[DATA RECORDS]
##############################

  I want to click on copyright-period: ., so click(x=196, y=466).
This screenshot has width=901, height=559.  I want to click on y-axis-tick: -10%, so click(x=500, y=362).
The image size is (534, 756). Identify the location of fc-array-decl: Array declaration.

##############################

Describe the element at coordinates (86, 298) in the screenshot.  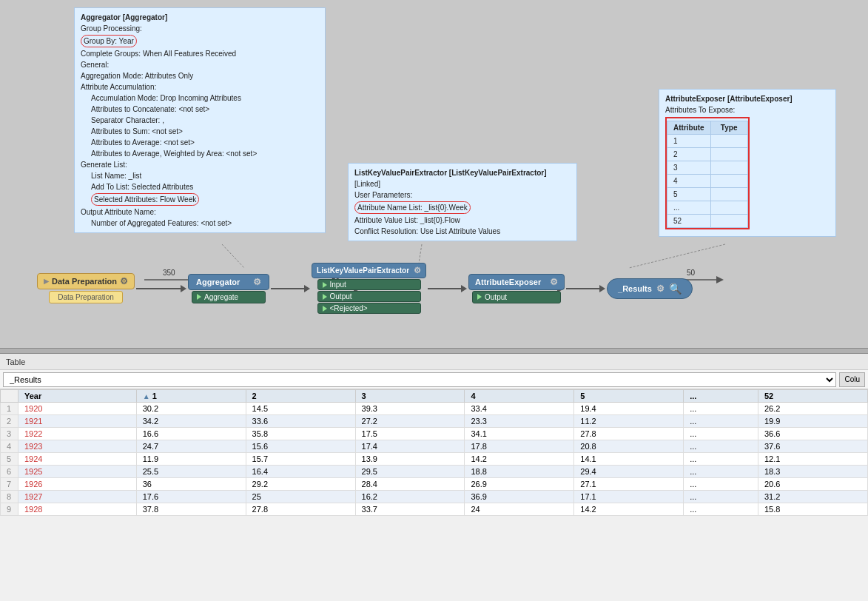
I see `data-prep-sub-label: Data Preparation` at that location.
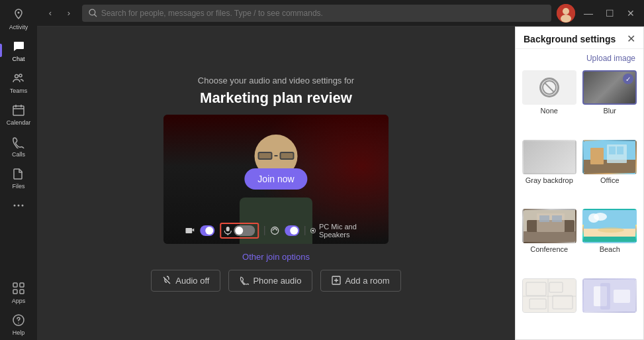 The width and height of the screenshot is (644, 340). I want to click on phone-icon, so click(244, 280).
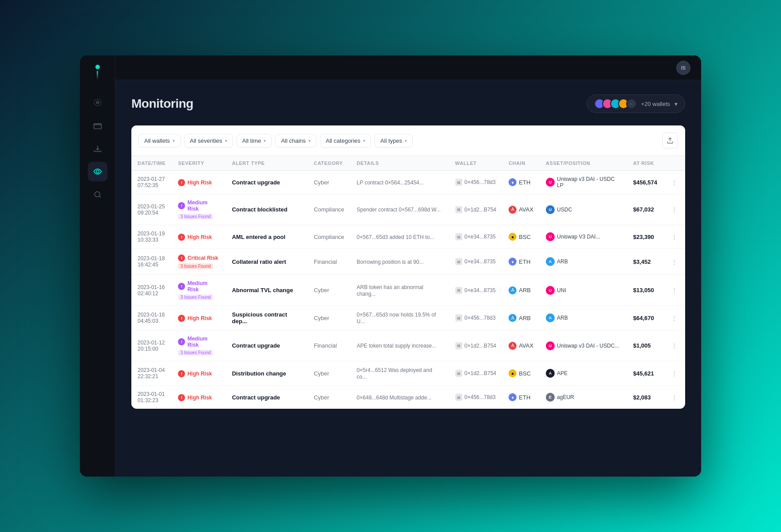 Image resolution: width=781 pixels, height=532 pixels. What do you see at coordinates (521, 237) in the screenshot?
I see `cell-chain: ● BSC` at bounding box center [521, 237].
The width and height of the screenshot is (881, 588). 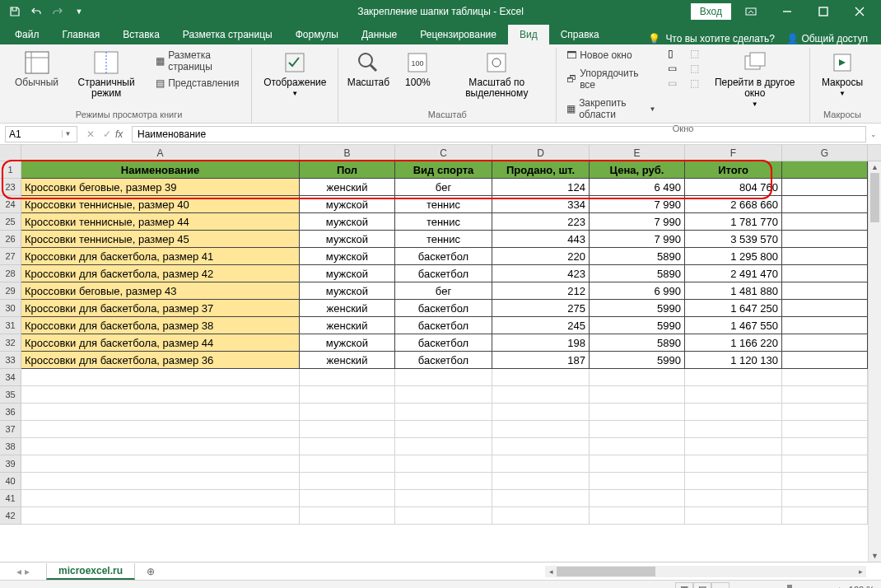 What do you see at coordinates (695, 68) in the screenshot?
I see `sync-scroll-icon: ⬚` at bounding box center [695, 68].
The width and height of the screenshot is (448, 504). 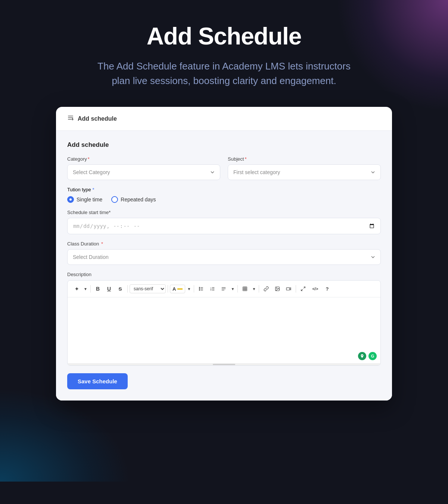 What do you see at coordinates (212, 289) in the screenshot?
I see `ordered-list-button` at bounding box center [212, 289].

##############################

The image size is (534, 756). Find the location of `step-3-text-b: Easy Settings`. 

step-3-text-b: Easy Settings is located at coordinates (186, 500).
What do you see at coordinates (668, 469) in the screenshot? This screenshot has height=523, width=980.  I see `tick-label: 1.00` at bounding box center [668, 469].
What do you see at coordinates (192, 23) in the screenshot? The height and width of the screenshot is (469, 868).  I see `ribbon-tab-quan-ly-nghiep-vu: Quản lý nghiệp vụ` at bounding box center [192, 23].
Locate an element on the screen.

##############################

[PROBLEM REQUIREMENTS] After locating the line with "This screenshot has width=901, height=559." above, return that line and every later line through the one with "The image size is (534, 756). Identify", word for word and with nothing else.

[TASK OUTPUT]
This screenshot has width=901, height=559.  I want to click on y-axis-tick: -10%, so click(x=500, y=362).
The image size is (534, 756). Identify the location of fc-array-decl: Array declaration.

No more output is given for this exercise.